Motivation
How Overthinkers Can Achieve Their Goals
The biggest threat to your success isn't making mistakes—it's overthinking.
Posted May 25, 2025 Reviewed by Kaja Perina
Many overthinkers are motivated to excel, but face a paradox: Overthinking often slows or even stalls progress by causing muddy thinking and overwhelm. It's aimed at preventing mistakes but overthinking itself becomes a bigger threat to success than mistakes.
To prevent sliding into this pattern, overthinkers need regular reminders, practice, and tools to prompt them to break problems into clear, manageable steps, think logically, and work methodically.
Overthinkers need bounding boxes to prevent them going on tangents of overthinking, engaging in premature optimization, and letting the perfect be the enemy of the good.
Why Breaking Challenges Into Milestones Can Prevent Overthinking
Defining clear milestones is a powerful antidote to overthinking—it prevents overwhelm, scope creep, and premature optimization, while providing steady reinforcement. Checking off each milestone makes progress tangible and motivating.
The Types of Milestones That Can Help Overthinkers
To illustrate how milestones can help an overthinker, let's walk-through a simple challenge. This example comes from a coding class from Stanford University. You won't do the challenge—this is just to demo how milestones help.
The challenge: write code that draws 20 random circles inside a rectangular canvas (a box). All the circles should have the same diameter, but a random color and random position within the rectangle. In other words, each time the code runs, it generates a different picture, like the image shown.
The task could be accomplished by breaking it down into these milestones:
- Draw one circle of the correct size.
- Write a loop that runs 20 times (draws 20 circles. The position doesn't matter. They could be just on top of each other in the same place on the canvas).
- Write a function that places each circle at a random position within the canvas.
- Write a function that makes each circle a random color.
This example shows what milestones look like in practice, but let's clarify the term further.
What Milestones Are and Aren't
Milestones mean different things in different contexts. In this context, milestones don't mean:
- Outcomes you can't control, like when your YouTube channel reaches 100,000 subscribers.
- Habit streaks, where you're just repeating the same behavior.
Milestones can mean those things in other contexts, but here they are self-contained, discrete building blocks that you control and complete step-by-step as you progress toward your larger goal.
Why Milestones Matter for Motivation
We do more of what's rewarded. If you're overthinking, but not making real progress, you're not being rewarded for your efforts. This hurts motivation.
Milestones help fix this. When each milestone is clear and self-contained, it creates a natural opportunity for small wins. That moment of completion reinforces your progress and gives your brain an earned reward, something overthinkers often miss because they're mentally already ten steps ahead.
How to Create Milestones
We've talked about why milestones are helpful and what they are, here's how to get better at creating them:
- Practice with an already familiar task: Take a task you already do regularly and spell out the milestones you already work through each time you do it.
- Try breaking a new task that will take you 30–60 minutes into milestones. Your first milestone should be something you can hit in 5–10 minutes. Don't include more than 4–5 milestones. Refer back to the random circles example for inspiration.
- If you have any interest in coding, the free course I drew the example from (see references) will give you extensive, fast practice working through challenges using milestones. There are many short challenges to practice with. Sometimes the instructions for the challenges provide the milestones for you, to model how to do it, and sometimes you're expected to do it yourself. The course lectures also teach this.
Overthinking Threatens Your Success More Than Mistakes Do
Milestones are the tools you need to overcome this. They solve the problem by creating bounding boxes for your efforts. They stop the endless refinement and give you permission to move forward. You'll experience earned rewards and the progress you crave and deserve. If you're interested in more tools for simplifying your thinking (perfect for over-analyzers), try this guide.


■ ACTION ITEM ■
Your task is to copy the lines from the line containing "The image size is (1090, 752)." through the end of the listing below, both included, without any pictures.

■ TASK INPUTS ■
────────────────────────────────────────
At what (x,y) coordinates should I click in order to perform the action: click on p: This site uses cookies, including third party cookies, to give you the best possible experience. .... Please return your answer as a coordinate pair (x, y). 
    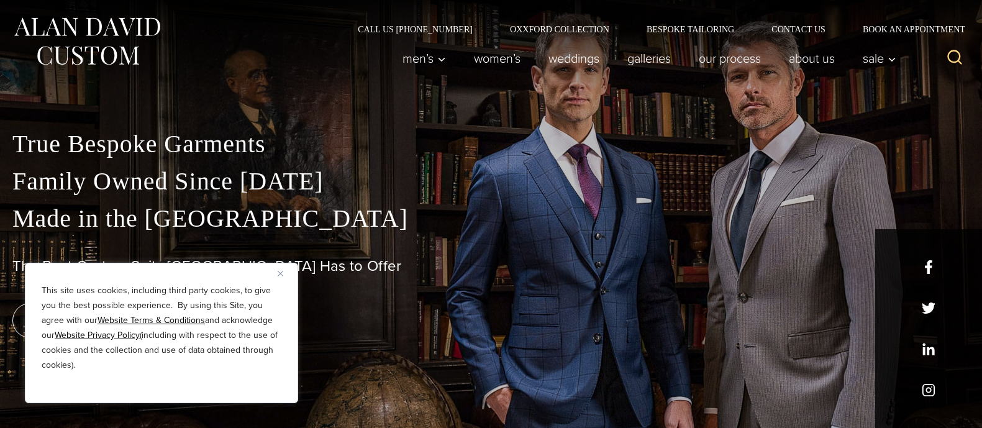
    Looking at the image, I should click on (162, 328).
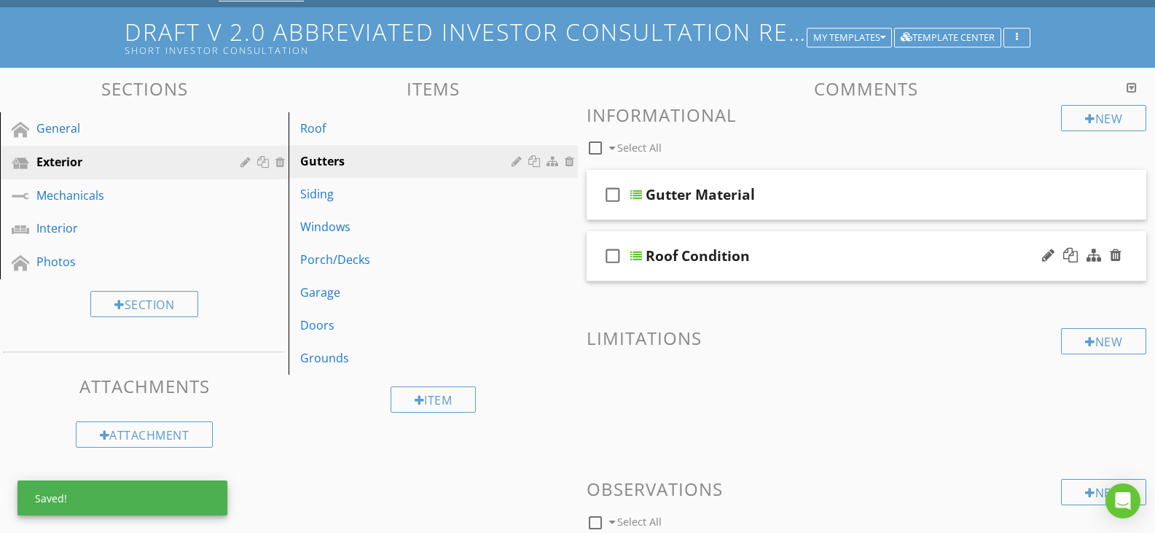  I want to click on div: Porch/Decks, so click(407, 259).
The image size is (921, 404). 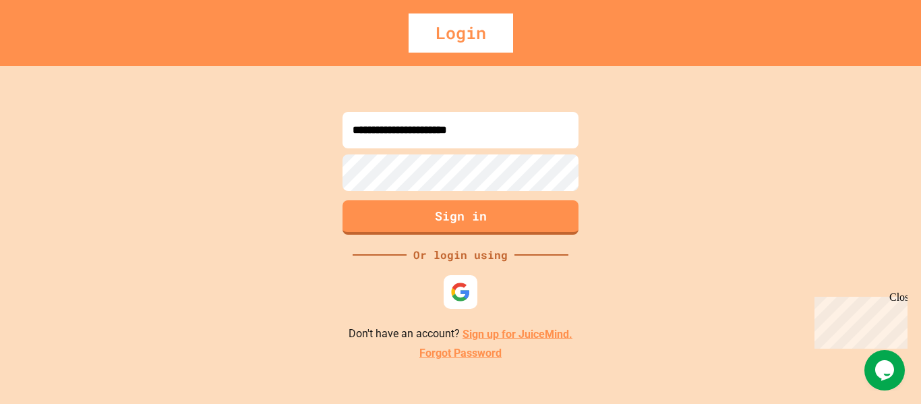 What do you see at coordinates (461, 33) in the screenshot?
I see `div: Login` at bounding box center [461, 33].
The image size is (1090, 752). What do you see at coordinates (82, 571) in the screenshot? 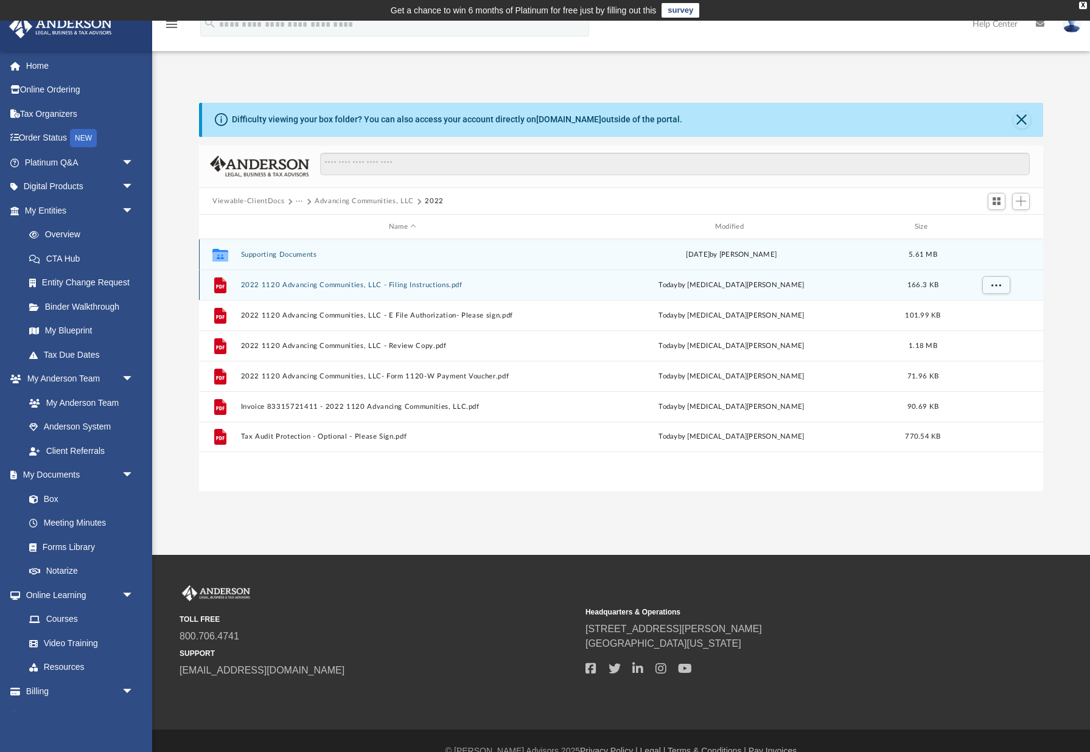
I see `a: Notarize` at bounding box center [82, 571].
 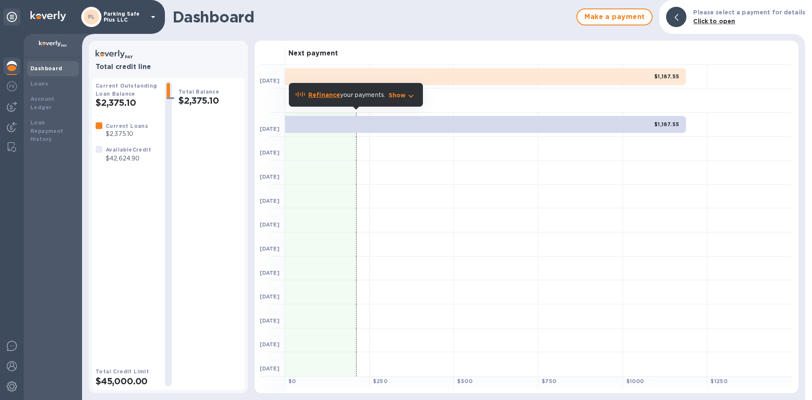 I want to click on b: Current Outstanding Loan Balance, so click(x=126, y=90).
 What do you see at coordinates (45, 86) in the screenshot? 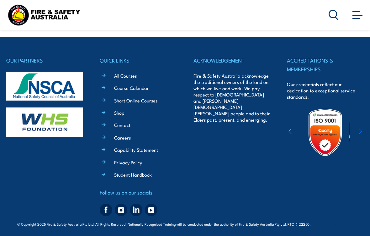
────────────────────────────────────────
■ ANSWER BELOW ■
The image size is (1090, 752). What do you see at coordinates (82, 571) in the screenshot? 
I see `a: Notarize` at bounding box center [82, 571].
  I want to click on b: Current Outstanding Loan Balance, so click(x=126, y=90).
 What do you see at coordinates (45, 86) in the screenshot? 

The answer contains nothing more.